TEXT JOIN TO 77022

Night of the Living Dead

Looking at the Democrats Tuesday night I thought of zombies. No living man or woman could have sat motionless through words to which no living, thinking man or woman can be indifferent. Perhaps Democrats have been feeding on so much #Resist zombie paste that they can no longer think.

But they need to think, and think soon. The possibility of Robert Mueller’s investigation ensnaring Trump has dwindled to remote at best. With the release of the Nunes’ memo on FISA misconduct later this week, the political value to Democrats of a continuing investigation will pass from zero to negative.

Think, because if Trump had proven unable to perform the duties of the office effectively—given his lack of experience, a genuine possibility to consider in January 2017—it would have been a low-risk undertaking to pull him down. His supporters would have been embittered and protested, but there would have been a good chance that a sufficient majority would have tolerated his being deposed in the name of putting incompetence out of its misery.

But think again. ISIS is destroyed; the Dow is up 33 percent; a remarkable tax reform has been made law; unemployment, especially minority unemployment, is down; and Kim Jong Un is exhausted from getting taken to the woodshed, alternately by his Chinese patrons and by Trump.

Having proven himself not just competent, but unusually so, removing Trump from office now would martyr Trump, elevate his status, and empower further the “deplorable” political forces he has harnessed. The only way forward now for Democrats is to start winning elections. But that will mean changing their walking dead shuffle and antagonistic rhetoric of #Resist, which is leading them into astonishing political pratfalls.

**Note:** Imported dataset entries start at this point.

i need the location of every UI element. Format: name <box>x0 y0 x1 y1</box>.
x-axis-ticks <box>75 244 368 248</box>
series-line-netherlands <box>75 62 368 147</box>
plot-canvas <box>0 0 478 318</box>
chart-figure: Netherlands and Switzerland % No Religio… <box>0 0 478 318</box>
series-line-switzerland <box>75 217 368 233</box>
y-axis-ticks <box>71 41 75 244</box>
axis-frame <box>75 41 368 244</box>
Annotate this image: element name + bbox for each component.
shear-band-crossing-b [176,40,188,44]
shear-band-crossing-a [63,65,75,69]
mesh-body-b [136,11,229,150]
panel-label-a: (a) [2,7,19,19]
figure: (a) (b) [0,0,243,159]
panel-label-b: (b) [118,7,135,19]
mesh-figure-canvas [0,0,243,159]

During Tuesday’s SOTU Democrats refused applause for tax reform, standing for the national anthem, the reduction of regulatory burden, infrastructure spending, secure borders, and the rights of Americans over foreigners—legal and illegal. Democrats sat there, dead flesh reanimated, but only for the purpose of eating Trump’s brains. This politics of cantankerous, mindless spite will not bring them political victory. A CBS News poll found 75 percent of Americans approved of Trump’s SOTU. If Democrats don’t find a cure for their affliction, they will be left to wander soullessly as ghouls in the background while Trump and an invigorated GOP make America … all together now … great again.

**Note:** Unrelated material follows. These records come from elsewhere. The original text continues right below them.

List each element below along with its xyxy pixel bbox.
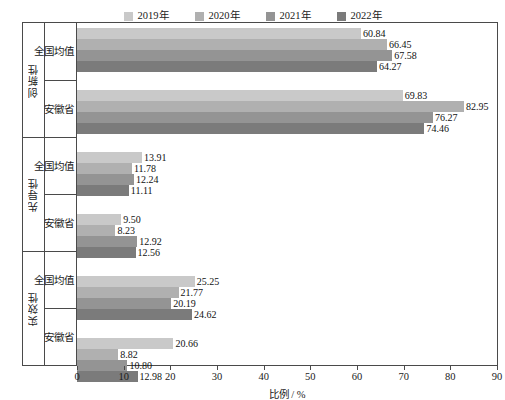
bar[interactable] <box>77 338 173 349</box>
legend-swatch-icon <box>266 12 275 21</box>
legend-label: 2019年 <box>138 11 169 22</box>
bar[interactable] <box>77 39 387 50</box>
bar[interactable] <box>77 247 136 258</box>
x-axis-tick <box>310 366 311 370</box>
category-axis-cell: 安徽省 <box>45 80 76 137</box>
bar-row: 25.25 <box>77 276 497 287</box>
group-axis-label: 先导性 <box>26 177 41 212</box>
category-axis-label: 全国均值 <box>34 46 74 57</box>
bar-value-label: 13.91 <box>144 152 167 163</box>
group-axis-cell: 先导性 <box>23 137 44 251</box>
bar-row: 9.50 <box>77 214 497 225</box>
bar[interactable] <box>77 287 179 298</box>
bar-value-label: 9.50 <box>123 214 141 225</box>
bar-row: 69.83 <box>77 90 497 101</box>
legend-item[interactable]: 2022年 <box>337 11 382 22</box>
bar[interactable] <box>77 50 392 61</box>
bar-row: 66.45 <box>77 39 497 50</box>
bar-value-label: 20.66 <box>175 338 198 349</box>
bar-value-label: 12.56 <box>138 247 161 258</box>
bar-row: 11.11 <box>77 185 497 196</box>
category-axis-label: 安徽省 <box>44 104 74 115</box>
bar-value-label: 67.58 <box>394 50 417 61</box>
group-axis-label: 创新性 <box>26 63 41 98</box>
bar-value-label: 69.83 <box>405 90 428 101</box>
bar[interactable] <box>77 163 132 174</box>
legend-label: 2020年 <box>209 11 240 22</box>
legend-item[interactable]: 2020年 <box>195 11 240 22</box>
legend-label: 2022年 <box>351 11 382 22</box>
bar-row: 21.77 <box>77 287 497 298</box>
group-axis-label: 实效性 <box>26 291 41 326</box>
category-axis-cell: 全国均值 <box>45 137 76 194</box>
legend-swatch-icon <box>337 12 346 21</box>
category-axis-label: 安徽省 <box>44 332 74 343</box>
bar[interactable] <box>77 309 192 320</box>
category-axis-label: 安徽省 <box>44 218 74 229</box>
bar[interactable] <box>77 236 137 247</box>
legend-item[interactable]: 2019年 <box>124 11 169 22</box>
bar[interactable] <box>77 349 118 360</box>
bar[interactable] <box>77 185 129 196</box>
legend-item[interactable]: 2021年 <box>266 11 311 22</box>
category-axis-cell: 安徽省 <box>45 194 76 251</box>
bar[interactable] <box>77 152 142 163</box>
bar-row: 20.66 <box>77 338 497 349</box>
bar-row: 8.23 <box>77 225 497 236</box>
x-axis-tick-label: 30 <box>212 371 223 382</box>
x-axis-tick <box>217 366 218 370</box>
bar-value-label: 25.25 <box>197 276 220 287</box>
bar[interactable] <box>77 112 433 123</box>
bar[interactable] <box>77 276 195 287</box>
legend-swatch-icon <box>124 12 133 21</box>
x-axis-tick-label: 80 <box>445 371 456 382</box>
bar-group: 25.2521.7720.1924.62 <box>77 276 497 333</box>
bar[interactable] <box>77 90 403 101</box>
bar-value-label: 8.82 <box>120 349 138 360</box>
bar[interactable] <box>77 225 115 236</box>
bar-value-label: 20.19 <box>173 298 196 309</box>
x-axis-tick <box>497 366 498 370</box>
bar-value-label: 82.95 <box>466 101 489 112</box>
chart-figure: 2019年2020年2021年2022年 60.8466.4567.5864.2… <box>0 0 505 400</box>
x-axis-tick <box>404 366 405 370</box>
bar-row: 12.24 <box>77 174 497 185</box>
bar-row: 76.27 <box>77 112 497 123</box>
bar-row: 74.46 <box>77 123 497 134</box>
bar-value-label: 64.27 <box>379 61 402 72</box>
x-axis: 比例 / % 0102030405060708090 <box>76 366 498 400</box>
bar-value-label: 12.24 <box>136 174 159 185</box>
x-axis-tick <box>357 366 358 370</box>
bar-row: 13.91 <box>77 152 497 163</box>
bar-group: 60.8466.4567.5864.27 <box>77 28 497 85</box>
bar[interactable] <box>77 101 464 112</box>
bar-value-label: 8.23 <box>117 225 135 236</box>
bar-value-label: 24.62 <box>194 309 217 320</box>
x-axis-label: 比例 / % <box>76 386 498 400</box>
x-axis-tick <box>77 366 78 370</box>
bar[interactable] <box>77 214 121 225</box>
bar-group: 9.508.2312.9212.56 <box>77 214 497 271</box>
bar-row: 12.92 <box>77 236 497 247</box>
bar[interactable] <box>77 298 171 309</box>
bar[interactable] <box>77 61 377 72</box>
bar-value-label: 66.45 <box>389 39 412 50</box>
bar[interactable] <box>77 28 361 39</box>
x-axis-tick <box>170 366 171 370</box>
bar-group: 13.9111.7812.2411.11 <box>77 152 497 209</box>
x-axis-tick-label: 0 <box>74 371 79 382</box>
category-axis-cell: 全国均值 <box>45 251 76 308</box>
bar-row: 67.58 <box>77 50 497 61</box>
category-axis-cell: 安徽省 <box>45 308 76 365</box>
bar-row: 20.19 <box>77 298 497 309</box>
legend-label: 2021年 <box>280 11 311 22</box>
x-axis-tick-label: 60 <box>352 371 363 382</box>
bar-value-label: 11.78 <box>134 163 156 174</box>
bar-row: 11.78 <box>77 163 497 174</box>
bar[interactable] <box>77 123 424 134</box>
x-axis-tick <box>124 366 125 370</box>
x-axis-tick <box>264 366 265 370</box>
bar[interactable] <box>77 174 134 185</box>
group-axis-cell: 实效性 <box>23 251 44 365</box>
x-axis-tick-label: 10 <box>118 371 129 382</box>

Democrats will have to come alive to Trump as a very serious statesman, because Tuesday’s SOTU evoked another kind of living dead, the good kind and another piece of evidence in the case for Trump. Far from being the narcissistic Russian-spy autocrat whose brains look delicious in Democratic fantasia, Trump increasingly appears to possesses what Aristotle described as megalopsychia, or magnanimity.

Trump over the course of his campaign and first year in office revealed himself to the American people, and to some extent himself. No one really knows how they will react in battle until they are in battle. And both the American people and Trump did not really know how he would react to the demands of office, or how he would even know what to do. Some longed for a theoretical ground to Trumpism to assure them. I have never thought this would be needed or helpful. All that is needed is for Trump to have a sound model in his mind’s eye to serve as a lodestar, much like Reagan modeled his statesmanship on a Winthrop’s City on a Hill sermon. Trump continually has shown he possesses the right psychological composition to have this quality.

Trump, in his campaign and when he first took office, repeatedly referred to the dead as actively participating in the affairs of the living. He said on separate occasions that his father was looking down, his mother was looking down, and that other heroes, for example Specialist Ryan Owens, were looking down. But he never fully completed the picture, until Tuesday. In the SOTU, Trump concluded:

Atop the dome of this Capitol stands the Statue of Freedom. She stands tall and dignified among the monuments to our ancestors who fought and lived and died to protect her. Monuments to Washington and Jefferson—to Lincoln and King. Memorials to the heroes of Yorktown and Saratoga—to young Americans who shed their blood on the shores of Normandy, and the fields beyond. And others, who went down in the waters of the Pacific and the skies over Asia. And freedom stands tall over one more monument: this one. This Capitol. This living monument to the American people. A people whose heroes live not only in the past, but all around us—defending hope, pride, and the American way.

Freedom, Washington, Jefferson, Lincoln and King, and all the heroes who fought to preserve the nation they founded, saved, and bettered, walk among us, guiding and judging. These are the gods that animate Trump’s political imagination. And this is the moral horizon of a magnanimous American statesman.

Get the news corporate media won't tell you.

Get caught up on today's must read stores!

By submitting your information, you agree to receive exclusive AG+ content, including special promotions, and agree to our Privacy Policy and Terms. By providing your phone number and checking the box to opt in, you are consenting to receive recurring SMS/MMS messages, including automated texts, to that number from my short code. Msg & data rates may apply. Reply HELP for help, STOP to end. SMS opt-in will not be sold, rented, or shared.

About Jay Whig

Jay Whig is an adjunct fellow of the Center for American Greatness. Whig practices law in New York and a resides in Connecticut, specializing in insolvency and restructuring. Opinions are his own.